The hut was very dim inside, all the light being what came through the loopholes, we never having made a window: but little as it was it was enough for Hoggett, and one or two more, to see to charge their pieces, and putting these through loopholes in different sides of the hut, they fired and so scattered the savages, who ran swiftly out of gun-shot.

We saw them meet together a good distance off, towards the cliff, and one of the seamen said they were holding a parliament, and he hoped they had punishment enough and would make up their minds to go back to their own island.

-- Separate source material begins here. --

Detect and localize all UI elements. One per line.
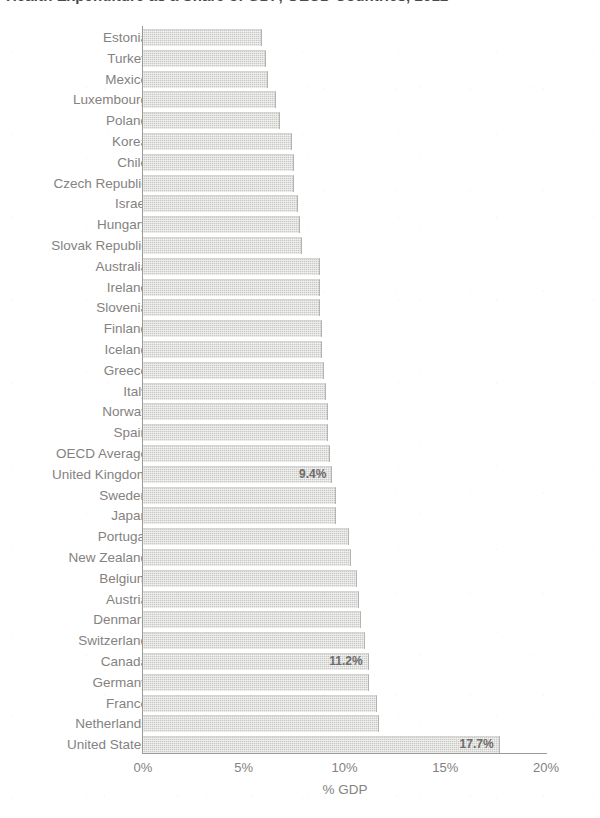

[Sidenote: What I Owe Billy]

Observing that the seamen were very intent on watching these proceedings, I turned to find Billy, to ask him why he had not come out with me when I bade him, for I thought his backwardness was due either to cowardice or to flat disobedience, and I was as much astonished at the one as at the other. I could not find him at first, for the hut was pretty well packed, and indeed the air already began to be foul and oppressive; but I did find him, and when I asked him in some heat what he meant by it, he took me by the arm and whispered in my ear, ”Why, you forgot we hadn't covered over the hole into the cellar, and I reckoned we didn't want 'em to know about that, at least not yet a bit.” And then I shook him by the hand and thanked him for his thoughtfulness, and when he said in great surprise, ”Why, master, that's nothing,” I did not dare to tell him the unkind thoughts that had come into my mind, for I was sure he would have been very much hurt by them. Certainly it would have been a terrible calamity if the men had discovered our secret chamber, and I dare say 'tis due only to Billy's presence of mind in that matter of hastily covering over the shaft that I am alive to pen these lines to-day.